Senate Republicans have introduced a bill to ban taxpayer-funded drag queen shows on military bases, calling them a "gross misuse of taxpayer funds."
The bill, sponsored by Senator Steve Daines of Montana, prohibits using Department of Defense funds and facilities to host, advertise, or support an adult cabaret performance. The bill defines such performances as "a performance that features topless dancers, go-go dancers, exotic dances, strippers, or male or female impersonators who provide entertainment that appeals to prurient interest."
"Allowing the DoD to become a branch of [the] far-left helping to promote their radical gender ideology by hosting and promoting drag queen performances is a threat to our national security and gross misuse of taxpayer funds. This must be stopped immediately," Daines said in a statement.
Daines is concerned that the military's embrace of drag queens and other woke ideologies is crippling its ongoing recruitment struggles. To attract the younger generation, the Navy promoted a "nonbinary" drag queen to be its "digital ambassador," the Washington Free Beacon reported last week. In FY 2022, the Army fell 25 percentor 15,000 active-duty soldiersshort of its recruiting goal, and the Navy is expected to lose 8,000 short of its recruitment goal in FY 2023.
"When it comes to the crisis of military recruitment, it is clear that activities like 'Drag Story Time' only weaken cohesion and morale and further degrade the recruitment and retention of men and women serving our country in uniform," Daines wrote in a Tuesday letter to Defense Secretary Lloyd Austin.
When asked in a March House Armed Services Committee hearing about drag shows on military bases, Austin repeatedly insisted that "drag shows are not something that the Department of Defense supports or funds."
During the hearing, Representative Matt Gaetz of Florida pressed Austin on the issue, citing several news reports of drag shows on U.S. bases in Nevada, Montana, and Germany. Another top military official admitted to Gaetz that the Army's policy of forcing women to shower with men who identify as women harm recruiting efforts.
Republican senators Tom Cotton of Arkansas, Kevin Cramer of North Dakota, Ted Budd of North Carolina, and Marco Rubio of Florida cosponsored the bill.
"Our military's mission is clear: to provide the military forces needed to deter and win wars and to protect the security of our country and our allies," Daines said.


## Task instructions
Every line from the line containing "Image is 629x285 pixels." through the end of the data is to be reproduced exactly, excluding pictures.

## Data for this task
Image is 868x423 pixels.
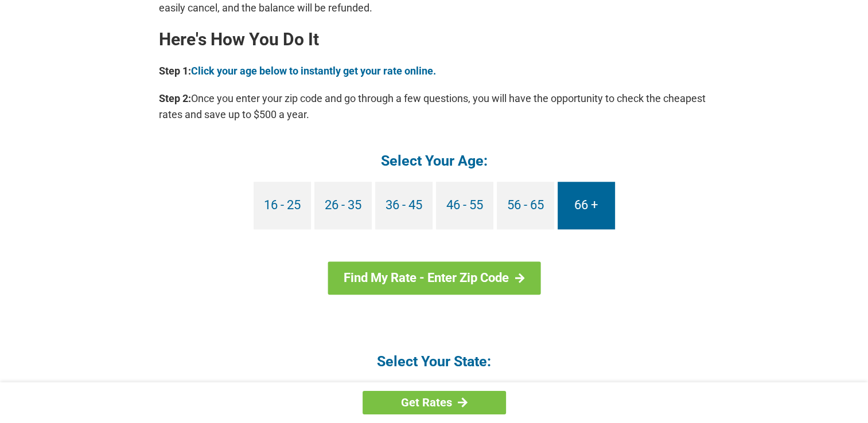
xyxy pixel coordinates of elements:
[159,65,191,77] b: Step 1:
[497,181,554,229] a: 56 - 65
[159,92,191,104] b: Step 2:
[159,352,710,371] h4: Select Your State:
[375,181,432,229] a: 36 - 45
[436,181,494,229] a: 46 - 55
[159,30,710,49] h2: Here's How You Do It
[159,151,710,170] h4: Select Your Age:
[558,181,615,229] a: 66 +
[327,262,541,295] a: Find My Rate - Enter Zip Code
[363,391,506,415] a: Get Rates
[314,181,372,229] a: 26 - 35
[191,65,436,77] a: Click your age below to instantly get your rate online.
[159,90,710,123] p: Once you enter your zip code and go through a few questions, you will have the opportunity to che...
[253,181,311,229] a: 16 - 25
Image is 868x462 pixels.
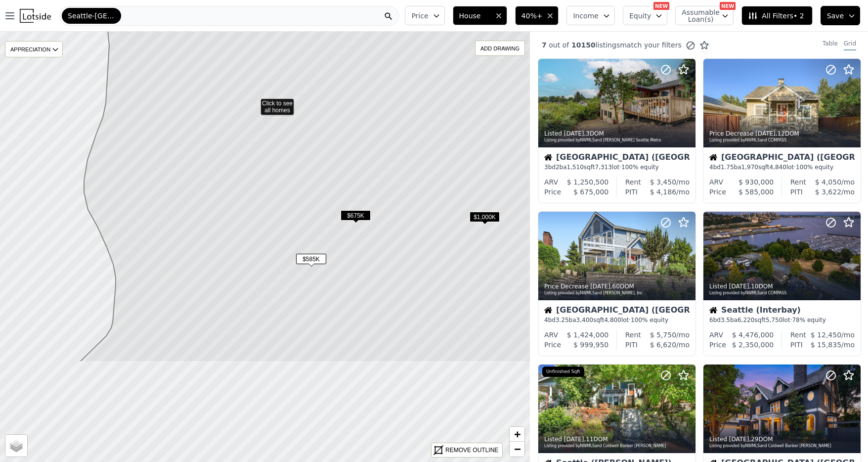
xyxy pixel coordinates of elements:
[709,316,855,324] div: 6 bd 3.5 ba sqft lot · 78% equity
[641,177,690,187] div: /mo
[811,341,841,349] span: $ 15,835
[709,187,726,197] div: Price
[544,137,690,143] div: Listing provided by NWMLS and [PERSON_NAME] Seattle Metro
[729,436,749,443] time: 2025-07-12 23:26
[475,41,524,56] div: ADD DRAWING
[811,331,841,339] span: $ 12,450
[790,330,806,340] div: Rent
[544,443,690,449] div: Listing provided by NWMLS and Coldwell Banker [PERSON_NAME]
[453,6,507,26] button: House
[741,6,812,26] button: All Filters• 2
[650,341,676,349] span: $ 6,620
[803,340,855,350] div: /mo
[567,178,609,186] span: $ 1,250,500
[709,137,855,143] div: Listing provided by NWMLS and COMPASS
[709,340,726,350] div: Price
[766,317,782,323] span: 5,750
[68,11,115,21] span: Seattle-[GEOGRAPHIC_DATA]-[GEOGRAPHIC_DATA]
[827,11,844,21] span: Save
[625,187,638,197] div: PITI
[544,187,561,197] div: Price
[445,446,498,454] div: REMOVE OUTLINE
[806,177,855,187] div: /mo
[703,211,860,356] a: Listed [DATE],10DOMListing provided byNWMLSand COMPASSHouseSeattle (Interbay)6bd3.5ba6,220sqft5,7...
[459,11,490,21] span: House
[514,443,521,455] span: −
[564,130,584,137] time: 2025-08-08 00:00
[625,330,641,340] div: Rent
[732,331,774,339] span: $ 4,476,000
[625,340,638,350] div: PITI
[720,2,735,10] div: NEW
[544,282,690,290] div: Price Decrease , 60 DOM
[790,340,803,350] div: PITI
[732,341,774,349] span: $ 2,350,000
[573,11,598,21] span: Income
[544,306,690,316] div: [GEOGRAPHIC_DATA] ([GEOGRAPHIC_DATA])
[544,330,558,340] div: ARV
[564,436,584,443] time: 2025-07-31 13:55
[682,9,713,23] span: Assumable Loan(s)
[755,130,775,137] time: 2025-08-05 23:52
[5,41,63,57] div: APPRECIATION
[411,11,428,21] span: Price
[515,6,559,26] button: 40%+
[709,443,855,449] div: Listing provided by NWMLS and Coldwell Banker [PERSON_NAME]
[622,6,667,26] button: Equity
[605,317,621,323] span: 4,800
[544,340,561,350] div: Price
[510,427,524,442] a: Zoom in
[514,428,521,441] span: +
[709,177,723,187] div: ARV
[675,6,733,26] button: Assumable Loan(s)
[569,41,595,49] span: 10150
[595,163,611,170] span: 7,313
[590,283,610,290] time: 2025-08-04 20:10
[737,317,754,323] span: 6,220
[770,163,786,170] span: 4,840
[296,254,326,264] span: $585K
[544,177,558,187] div: ARV
[544,306,552,314] img: House
[629,11,651,21] span: Equity
[620,40,682,50] span: match your filters
[544,130,690,137] div: Listed , 3 DOM
[566,6,615,26] button: Income
[544,316,690,324] div: 4 bd 3.25 ba sqft lot · 100% equity
[650,331,676,339] span: $ 5,750
[822,39,838,50] div: Table
[709,306,717,314] img: House
[470,212,500,222] span: $1,000K
[20,9,51,23] img: Lotside
[573,341,609,349] span: $ 999,950
[653,2,669,10] div: NEW
[709,154,717,161] img: House
[738,178,774,186] span: $ 930,000
[567,163,584,170] span: 1,510
[542,366,584,377] div: Unfinished Sqft
[340,210,371,224] div: $675K
[625,177,641,187] div: Rent
[510,442,524,457] a: Zoom out
[790,187,803,197] div: PITI
[638,187,690,197] div: /mo
[790,177,806,187] div: Rent
[530,40,709,50] div: out of listings
[729,283,749,290] time: 2025-07-31 19:32
[815,188,841,196] span: $ 3,622
[709,306,855,316] div: Seattle (Interbay)
[544,154,690,163] div: [GEOGRAPHIC_DATA] ([GEOGRAPHIC_DATA])
[709,435,855,443] div: Listed , 29 DOM
[709,290,855,296] div: Listing provided by NWMLS and COMPASS
[544,290,690,296] div: Listing provided by NWMLS and [PERSON_NAME], Inc
[544,163,690,171] div: 3 bd 2 ba sqft lot · 100% equity
[709,130,855,137] div: Price Decrease , 12 DOM
[641,330,690,340] div: /mo
[709,330,723,340] div: ARV
[573,188,609,196] span: $ 675,000
[296,254,326,268] div: $585K
[340,210,371,221] span: $675K
[748,11,804,21] span: All Filters • 2
[741,163,758,170] span: 1,970
[538,211,695,356] a: Price Decrease [DATE],60DOMListing provided byNWMLSand [PERSON_NAME], IncHouse[GEOGRAPHIC_DATA] (...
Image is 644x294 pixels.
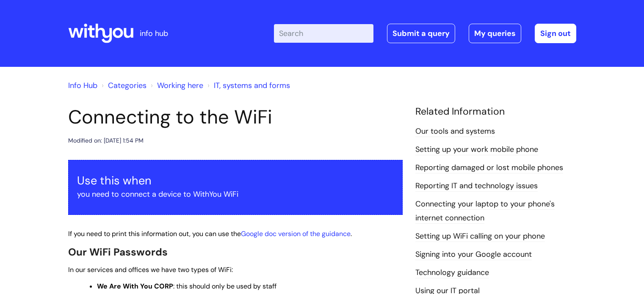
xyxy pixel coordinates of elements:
strong: We Are With You CORP [97,282,173,291]
a: Setting up your work mobile phone [415,144,538,155]
li: IT, systems and forms [205,79,290,92]
span: If you need to print this information out, you can use the . [68,229,352,238]
span: Our WiFi Passwords [68,245,167,258]
a: Our tools and systems [415,126,495,137]
a: Google doc version of the guidance [241,229,350,238]
a: My queries [469,24,521,43]
li: Solution home [99,79,147,92]
h4: Related Information [415,106,576,118]
div: Modified on: [DATE] 1:54 PM [68,135,143,146]
a: Setting up WiFi calling on your phone [415,231,545,242]
h1: Connecting to the WiFi [68,106,403,128]
input: Search [274,24,374,43]
a: Working here [157,80,203,90]
a: Connecting your laptop to your phone's internet connection [415,199,554,224]
p: you need to connect a device to WithYou WiFi [77,187,393,201]
a: IT, systems and forms [214,80,290,90]
a: Categories [108,80,147,90]
p: info hub [140,26,168,40]
a: Info Hub [68,80,97,90]
a: Submit a query [387,24,455,43]
span: : this should only be used by staff [97,282,277,291]
a: Signing into your Google account [415,249,532,260]
a: Sign out [535,24,576,43]
a: Reporting damaged or lost mobile phones [415,162,563,173]
div: | - [274,24,576,43]
h3: Use this when [77,174,393,187]
li: Working here [148,79,203,92]
span: In our services and offices we have two types of WiFi: [68,265,233,274]
a: Technology guidance [415,268,489,278]
a: Reporting IT and technology issues [415,181,538,192]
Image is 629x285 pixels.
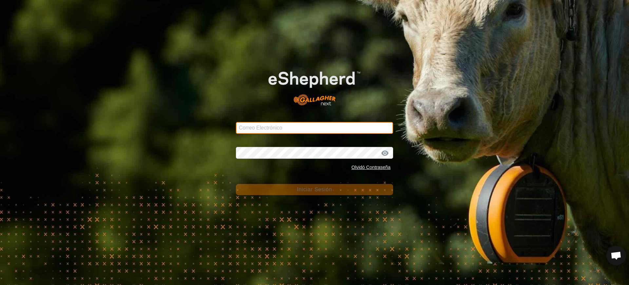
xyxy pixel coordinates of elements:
[606,245,626,265] div: Chat abierto
[351,164,390,170] a: Olvidó Contraseña
[236,122,393,134] input: Correo Electrónico
[252,58,377,112] img: Logo de eShepherd
[297,186,332,192] span: Iniciar Sesión
[236,184,393,195] button: Iniciar Sesión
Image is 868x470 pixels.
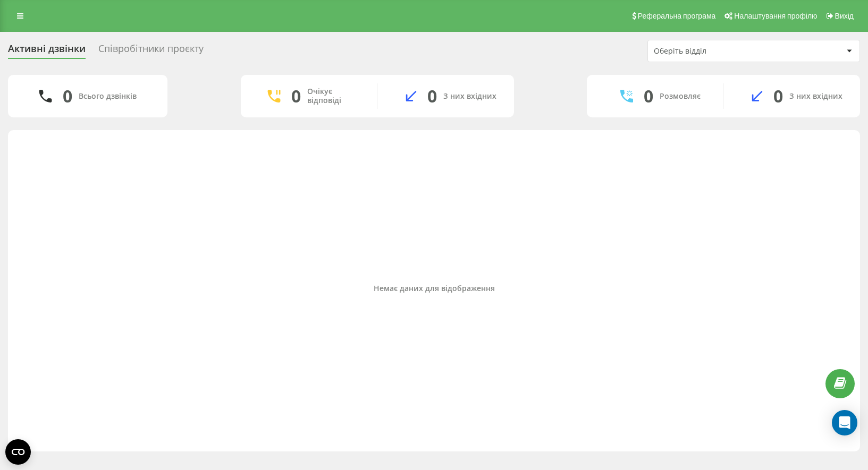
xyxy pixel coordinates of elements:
[291,86,301,106] div: 0
[98,43,204,60] div: Співробітники проєкту
[308,87,361,105] div: Очікує відповіді
[835,12,854,20] span: Вихід
[16,283,852,293] div: Немає даних для відображення
[789,92,843,101] div: З них вхідних
[774,86,783,106] div: 0
[654,46,781,56] div: Оберіть відділ
[660,92,701,101] div: Розмовляє
[443,92,496,101] div: З них вхідних
[63,86,72,106] div: 0
[5,439,31,465] button: Open CMP widget
[428,86,437,106] div: 0
[832,410,857,435] div: Open Intercom Messenger
[638,12,716,20] span: Реферальна програма
[8,43,86,60] div: Активні дзвінки
[79,92,136,101] div: Всього дзвінків
[644,86,654,106] div: 0
[734,12,817,20] span: Налаштування профілю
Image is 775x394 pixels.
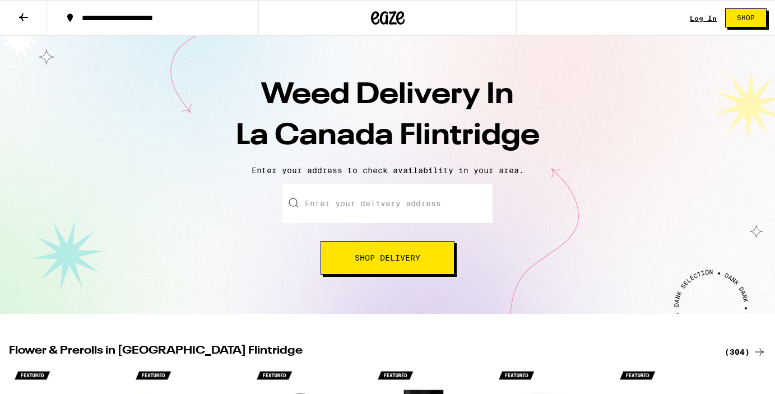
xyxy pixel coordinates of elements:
[11,166,763,175] p: Enter your address to check availability in your area.
[320,241,454,274] button: Shop Delivery
[9,345,711,358] h2: Flower & Prerolls in [GEOGRAPHIC_DATA] Flintridge
[724,345,766,358] a: (304)
[725,8,766,27] button: Shop
[192,75,584,157] h1: Weed Delivery In
[689,15,716,22] a: Log In
[716,8,775,27] a: Shop
[282,184,492,223] input: Enter your delivery address
[737,15,754,21] span: Shop
[236,122,539,151] span: La Canada Flintridge
[355,254,420,262] span: Shop Delivery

## Result of the task
Image is 629x285 pixels.
xyxy pixel coordinates of elements:
[606,245,626,265] div: Chat abierto
[351,164,390,170] a: Olvidó Contraseña
[236,122,393,134] input: Correo Electrónico
[252,58,377,112] img: Logo de eShepherd
[297,186,332,192] span: Iniciar Sesión
[236,184,393,195] button: Iniciar Sesión
Image is 868x470 pixels.
xyxy pixel coordinates of elements:
[291,86,301,106] div: 0
[98,43,204,60] div: Співробітники проєкту
[308,87,361,105] div: Очікує відповіді
[835,12,854,20] span: Вихід
[16,283,852,293] div: Немає даних для відображення
[789,92,843,101] div: З них вхідних
[774,86,783,106] div: 0
[654,46,781,56] div: Оберіть відділ
[660,92,701,101] div: Розмовляє
[443,92,496,101] div: З них вхідних
[63,86,72,106] div: 0
[5,439,31,465] button: Open CMP widget
[428,86,437,106] div: 0
[832,410,857,435] div: Open Intercom Messenger
[638,12,716,20] span: Реферальна програма
[8,43,86,60] div: Активні дзвінки
[79,92,136,101] div: Всього дзвінків
[644,86,654,106] div: 0
[734,12,817,20] span: Налаштування профілю
Image is 775x394 pixels.
xyxy pixel coordinates of elements:
[11,166,763,175] p: Enter your address to check availability in your area.
[320,241,454,274] button: Shop Delivery
[9,345,711,358] h2: Flower & Prerolls in [GEOGRAPHIC_DATA] Flintridge
[724,345,766,358] a: (304)
[725,8,766,27] button: Shop
[192,75,584,157] h1: Weed Delivery In
[689,15,716,22] a: Log In
[716,8,775,27] a: Shop
[282,184,492,223] input: Enter your delivery address
[737,15,754,21] span: Shop
[236,122,539,151] span: La Canada Flintridge
[355,254,420,262] span: Shop Delivery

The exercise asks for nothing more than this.